In Painted Letters of Love, ?Chrissie?s voice had to be solid and unwavering, so not poetry.? Through Goodman?s interview you can trace the influence of Bateson?s life experiences on the characters in her book. It is ?not so much a novel as a long poem or a map? a map charting one man?s journey into death, showing the ways his closest companions took to be with him. It isn?t a map for every death. It is a map I wrote while a friend died. It?s a map I made for my mother, a small return for her enormous gift to me, proof that I was listening even when I didn?t want to hear. And, of course, it is a map I painstakingly coloured in thirty years later for the little girl who was woken up one night by her father?s death.?

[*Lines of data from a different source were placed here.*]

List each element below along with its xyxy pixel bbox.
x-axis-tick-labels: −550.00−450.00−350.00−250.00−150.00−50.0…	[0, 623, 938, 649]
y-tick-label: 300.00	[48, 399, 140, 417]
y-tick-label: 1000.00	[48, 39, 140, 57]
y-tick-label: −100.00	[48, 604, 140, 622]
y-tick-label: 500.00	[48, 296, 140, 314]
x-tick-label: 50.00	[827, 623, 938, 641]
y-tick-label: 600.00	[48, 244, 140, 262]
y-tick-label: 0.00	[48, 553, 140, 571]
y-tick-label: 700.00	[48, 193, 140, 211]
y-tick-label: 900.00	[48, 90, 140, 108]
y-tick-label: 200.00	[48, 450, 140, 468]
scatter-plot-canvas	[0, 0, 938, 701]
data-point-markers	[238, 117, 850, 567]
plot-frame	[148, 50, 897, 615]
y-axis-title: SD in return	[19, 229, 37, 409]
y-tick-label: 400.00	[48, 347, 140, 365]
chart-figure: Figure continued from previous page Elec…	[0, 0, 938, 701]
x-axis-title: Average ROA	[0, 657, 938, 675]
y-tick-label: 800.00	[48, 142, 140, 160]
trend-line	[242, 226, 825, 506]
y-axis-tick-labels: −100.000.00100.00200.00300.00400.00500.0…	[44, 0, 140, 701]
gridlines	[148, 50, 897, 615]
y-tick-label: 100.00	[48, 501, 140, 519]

This May 2002 publication seems to have made it to the US, sort of. Barnes and Noble are ?temporarily out of stock?1-2 weeks order?.
Barbara Tobin (barbarat at gse.upenn.edu)

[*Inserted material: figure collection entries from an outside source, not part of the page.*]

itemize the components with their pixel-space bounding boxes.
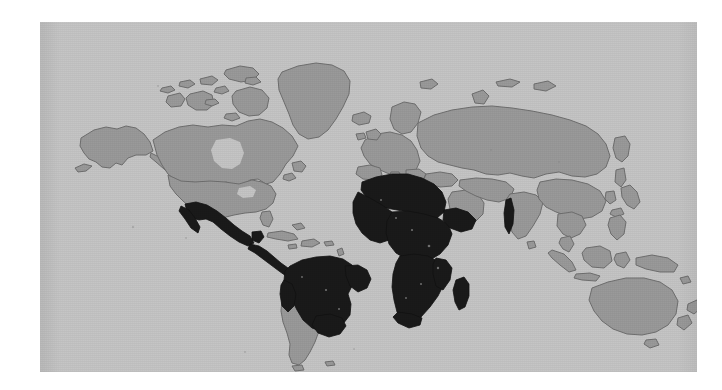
region-sri-lanka [527, 241, 536, 249]
region-jamaica [288, 244, 297, 249]
region-puerto-rico [324, 241, 334, 246]
world-map-svg [40, 22, 697, 372]
region-falklands [325, 361, 335, 366]
world-map-figure [40, 22, 697, 372]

Received on Tue 30 Jul 2002 12:15:42 AM CDT
Date: Tue, 30 Jul 2002 01:15:42 -0400
Kim whetted my appetite with her rave about Catherine Bateson?s new YA book, Painted Love Letters. Coincidentally, this month?s issue of Magpies includes an interesting article by Jo Goodman on Bateson, who had published several award-winning poetry collections before she turned her hand to the verse novel genre with A Dangerous Girl and its sequel, The Year it all Happened. What she enjoys about this poetic form is the fact that ?you can play with the voices? you can change the voices very quickly.?
In Painted Letters of Love, ?Chrissie?s voice had to be solid and unwavering, so not poetry.? Through Goodman?s interview you can trace the influence of Bateson?s life experiences on the characters in her book. It is ?not so much a novel as a long poem or a map? a map charting one man?s journey into death, showing the ways his closest companions took to be with him. It isn?t a map for every death. It is a map I wrote while a friend died. It?s a map I made for my mother, a small return for her enormous gift to me, proof that I was listening even when I didn?t want to hear. And, of course, it is a map I painstakingly coloured in thirty years later for the little girl who was woken up one night by her father?s death.?
This May 2002 publication seems to have made it to the US, sort of. Barnes and Noble are ?temporarily out of stock?1-2 weeks order?.